Since it really is unlikely there will ever be balance in world trade, businesses must be competitive under the unbalanced conditions—and that is always the name of the game. In a playing field that is uneven, how can you gain an advantage back, keeping in mind that it has to be something that will be hard for someone else to replicate, and that the “other” player on the field that is in your corner (your government) has been—and continues to be—”negotiating on your side”?
Intellectual property is one area that comes to mind. If you can develop protected rights to product and/or process innovations that you can either not share (trade secret) or patent (legally protect and prevent others for using for a period of time), you can gain significant advantages in some instances. (Note that this doesn’t happen every time, because sometimes the market isn’t willing to buy or pay for the new technology. Also, you have to keep in mind that this presumes the other guys are going to honor their commitments to agreements about intellectual property rights recognition.)
Going back to the original premise, we have to get better at what we do, becoming more productive and more efficient, managing cost structures and lowering prices. This requires a coordinated effort amongst government, capital sources, labor sources, and other input market sources (not an insignificant challenge, as demonstrated repeatedly by the automotive and airline industries in the United States).
Another opportunity is to differentiate in the eyes of the customer with other features and services and be able to charge the higher market price. If we can’t move the cost structure, then let’s move the revenue point that we can ask by being innovative, creative, and connected to the customer. Let’s develop new, different, and unique products, services, and technologies that only we can deliver. Let’s create new demand, new opportunities … and let the world run to catch up.
Is It Too Late to Innovate?
We hear it every day that the United States and the “First World” markets are being left behind. Our education systems are failing. Our governments are in debt. Our “leaders” are busy with entitlement programs that increase our tax burden and provide disincentives to change, achieve, and succeed. We need “knowledge workers” and seem incapable of generating them in sufficient quantities and in the right mix to meet the need. Our infrastructure is aging and the pork programs are building bridges to nowhere and parkways in corn fields where no one wants them. The most consistent way to get rich is to be elected to Regress—oops, Congress.
Grants that can fund innovation and small business are being opened up to fund companies that are less small business and more likely to be big venture and big business-owned entities. The nature of competitiveness and innovation for programs will have more “success” not by addressing the program’s deficiencies and innovating the curriculum, but by changing the composition of who is in the program … in other words, “stacking the deck.”
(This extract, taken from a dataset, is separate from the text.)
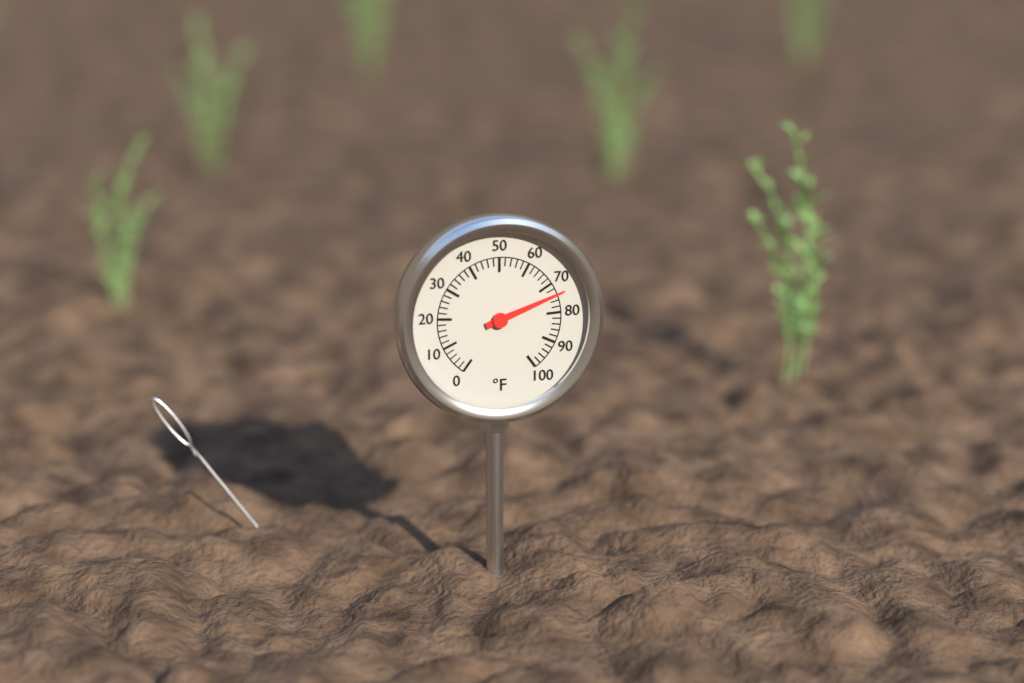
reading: 74 °F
Fair Sustainable Trade, Fair Sustainable Businesses
The first rule of business in the United States should always be open competition, equal access. That should be true of its programs internally and its trade agreements internationally. When anything interferes with the level playing field, it is ultimately bad business. If you can’t compete, don’t play. But in a world where the playing field is tilted, where the dice are loaded, where the cards are stacked, where you may have both hands tied behind your back, then the only answer is to be better, stronger, faster, smarter, more innovative. That’s what the United States was known for in the past, and where we should be headed in the future. It’s time for business to get back to the business of innovation and trade will be like a day at the Fair: the State Fair.